Regina Rheda is a contemporary award-winning Brazilian writer whose original voice and style have won her many admirers. First World Third Class and Other Tales of the Global Mix presents some of her finest and most representative work to an English-speaking readership. Stories from the Copan Building consists of eight tales set in a famous residential building in São Paulo. The stories, like the apartment complex, are a microcosm of modern-day urban Brazil. They are witty, consistently caustic, and never predictable.

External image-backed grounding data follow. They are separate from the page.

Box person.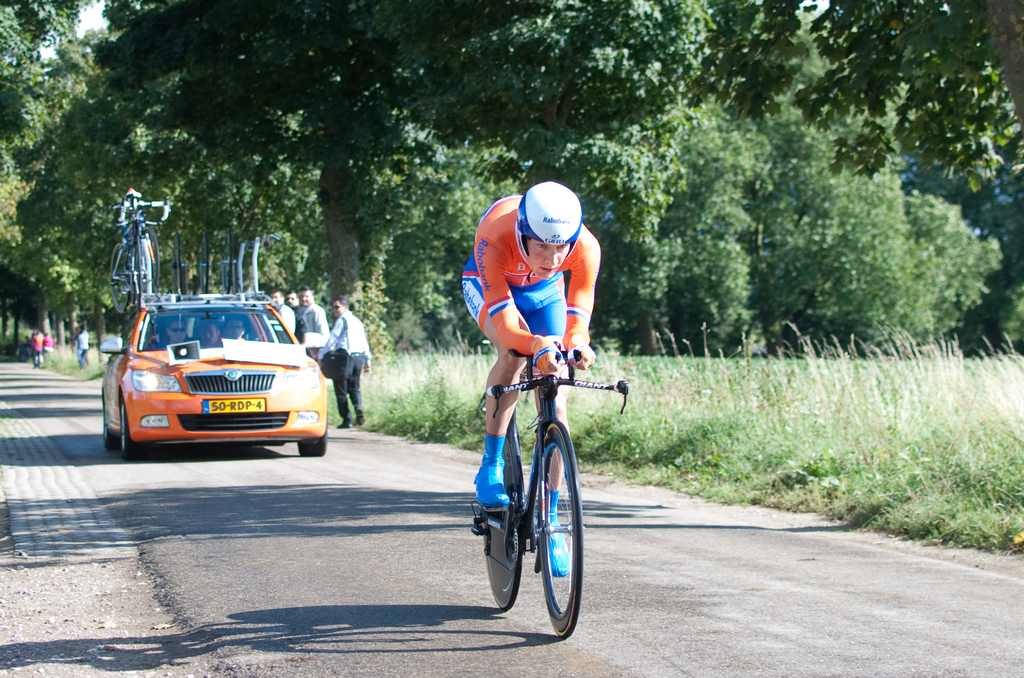
(left=267, top=289, right=296, bottom=334).
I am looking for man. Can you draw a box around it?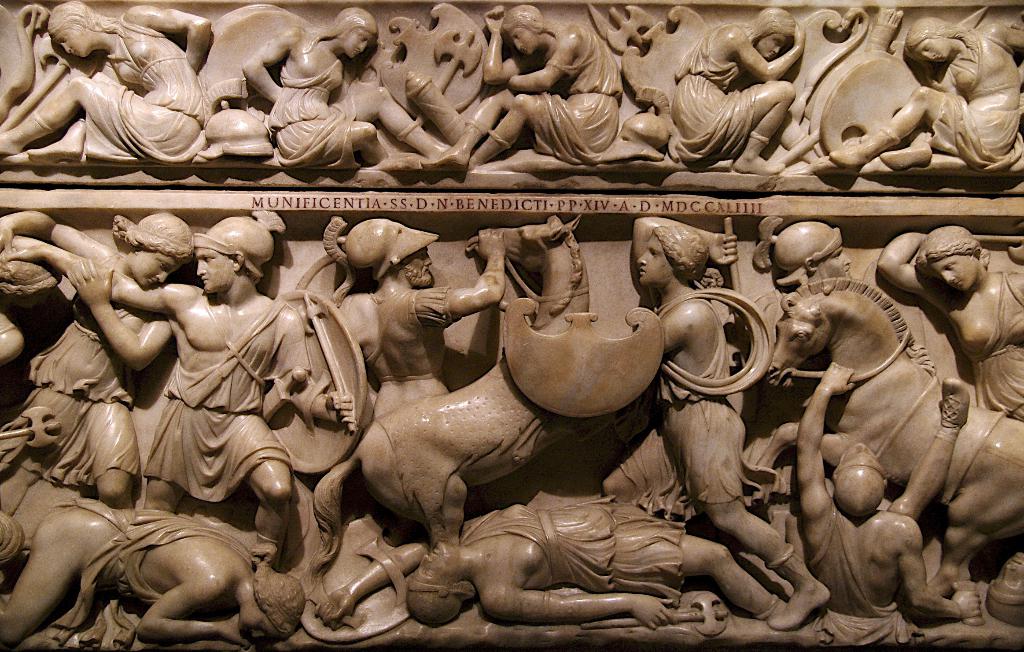
Sure, the bounding box is {"x1": 593, "y1": 218, "x2": 830, "y2": 633}.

Also in this volume is the poignant and often hilarious novel First World Third Class. It depicts young middle-class professionals and artists who, as opportunities in Brazil diminished, opted to leave their country, even if it meant taking menial jobs abroad. At the center of the narrative is Rita, a thirty-year-old aspiring filmmaker who migrates to England, and then Italy. She looks for work and love in all the wrong places, moving from city to city and from bed to bed.

The last three stories in this collection also happen to be among the author's most recent. "The Enchanted Princess" is an ironic title for a postfeminist tale of a South American woman being wooed to marry an old-world gentleman who promises to take care of her every need. "The Sanctuary" concerns the living conditions of immigrant workers and farm animals. Equally piquant in nature, "The Front" deals with ecology, labor environments, and gender politics.